Throughout the training, Smith and Brulé have only met face-to-face once. Smith is graduating with two others from the program, though, because neither is Jewish (one is a pagan spiritual leader, the other a nun), they will be presented with certificates, whereas she also will receive smicha.
The ordination ceremony will take place at 7:30 p.m. on July 27, during Kabbalat Shabbat services at Congregation Ohr Ha Lev, which meets in Redeemer Lutheran Church in Succasunna. Smith, who will dress in white, will stand in front of the ark near a small round table, a bowl of water resting upon it. She will dip her hands into the water and Brulé will take a drop from the bowl and touch her lips, because “these are the hands that tell the stories, and this is the mouth that tells the stories,” Smith said.
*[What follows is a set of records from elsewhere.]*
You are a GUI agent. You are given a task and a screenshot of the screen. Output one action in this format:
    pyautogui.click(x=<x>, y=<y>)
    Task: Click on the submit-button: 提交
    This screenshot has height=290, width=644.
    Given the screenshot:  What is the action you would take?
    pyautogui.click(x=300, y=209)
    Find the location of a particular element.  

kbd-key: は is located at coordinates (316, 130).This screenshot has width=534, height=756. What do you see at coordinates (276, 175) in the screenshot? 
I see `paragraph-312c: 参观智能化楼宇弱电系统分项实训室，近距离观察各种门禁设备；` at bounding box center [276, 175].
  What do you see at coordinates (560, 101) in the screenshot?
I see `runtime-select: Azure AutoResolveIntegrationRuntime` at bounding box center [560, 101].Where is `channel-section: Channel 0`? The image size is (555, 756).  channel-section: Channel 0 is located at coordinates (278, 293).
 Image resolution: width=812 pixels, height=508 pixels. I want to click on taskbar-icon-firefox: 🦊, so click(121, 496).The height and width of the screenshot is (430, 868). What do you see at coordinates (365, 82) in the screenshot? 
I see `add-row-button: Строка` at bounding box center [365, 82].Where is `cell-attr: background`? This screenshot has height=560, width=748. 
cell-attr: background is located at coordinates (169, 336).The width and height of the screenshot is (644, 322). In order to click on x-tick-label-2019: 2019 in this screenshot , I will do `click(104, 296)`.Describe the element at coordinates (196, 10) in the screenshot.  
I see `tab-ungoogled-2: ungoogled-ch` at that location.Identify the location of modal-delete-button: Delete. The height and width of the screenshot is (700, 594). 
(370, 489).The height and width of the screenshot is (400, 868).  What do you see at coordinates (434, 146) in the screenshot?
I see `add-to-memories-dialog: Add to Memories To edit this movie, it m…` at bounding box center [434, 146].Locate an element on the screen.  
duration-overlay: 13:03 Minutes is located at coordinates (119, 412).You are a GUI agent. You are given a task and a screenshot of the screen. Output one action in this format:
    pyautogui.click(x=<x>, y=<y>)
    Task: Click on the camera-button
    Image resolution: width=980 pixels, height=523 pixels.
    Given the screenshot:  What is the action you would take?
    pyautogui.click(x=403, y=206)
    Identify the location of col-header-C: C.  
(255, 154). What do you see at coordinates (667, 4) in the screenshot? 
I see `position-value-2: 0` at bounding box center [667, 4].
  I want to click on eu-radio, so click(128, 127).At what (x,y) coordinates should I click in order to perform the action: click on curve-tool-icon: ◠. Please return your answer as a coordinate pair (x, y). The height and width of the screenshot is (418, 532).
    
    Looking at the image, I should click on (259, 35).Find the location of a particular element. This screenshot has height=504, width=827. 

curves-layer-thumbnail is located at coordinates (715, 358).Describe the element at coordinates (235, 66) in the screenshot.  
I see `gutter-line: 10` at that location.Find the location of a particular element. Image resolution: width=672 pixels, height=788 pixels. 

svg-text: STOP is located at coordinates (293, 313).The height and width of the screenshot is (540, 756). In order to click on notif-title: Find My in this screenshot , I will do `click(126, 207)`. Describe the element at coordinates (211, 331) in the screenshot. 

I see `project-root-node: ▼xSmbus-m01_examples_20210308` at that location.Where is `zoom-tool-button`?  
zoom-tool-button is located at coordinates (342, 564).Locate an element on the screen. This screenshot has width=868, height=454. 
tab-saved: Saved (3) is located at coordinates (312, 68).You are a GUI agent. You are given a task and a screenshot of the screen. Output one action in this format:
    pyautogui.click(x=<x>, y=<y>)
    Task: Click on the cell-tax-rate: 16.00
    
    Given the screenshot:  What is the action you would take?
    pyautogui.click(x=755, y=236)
She will also recite a blessing she wrote for the occasion which, among several stanzas, asks of God, “May I never forget that the transmission of these tales/Is a sacred act intended to better all lives/And to bring a piece of heaven down to us on earth.”
The celebration continues with a storytelling event on Saturday evening at Adath Shalom in Morris Plains from 7:30-9 p.m. There Smith and her two fellow Transformational Storytelling graduates will receive their certificates and a total of five students, Brulé, and Rabbi Moshe Rudin, spiritual leader of Adath Shalom, will share stories.
Smith appreciates the multi-faith perspective. “We all have the ability to learn from each other’s spiritual backgrounds,” she said.
Brulé takes it further: “If we only look at our own faith traditions through our own faith traditions, we have huge blind spots,” he said. And to those who would raise a concern that the multi-faith environment might dilute individual religions, he added, “It’s been very much the case that each student walks out with stronger attention to their own faith.”
Currently, Brulé has eight students, and as he just retired from his full-time work in the health-care industry — where explaining arcane regulations required all his storytelling ability, he joked — he hopes to take on more. While he’s the only one offering multi-faith training, Rabbi David and Maggidah Debra Zaslow are running a similar two-year maggid training program in Ashland, Oregon, and Boulder, Colorado, which they started in 2010.
Smith is working on professionalizing the field, having drafted a code of ethics for storytellers, which didn’t exist previously. She hopes to share it with the maggid and secular storytelling communities, whom she said have already expressed interest.
And so, dear reader, you see how Smith was changed by becoming a storyteller, and if you come to Adath Shalom on July 28, to hear her, Brulé, and other students spin their tales, you might find that you are changed, as well.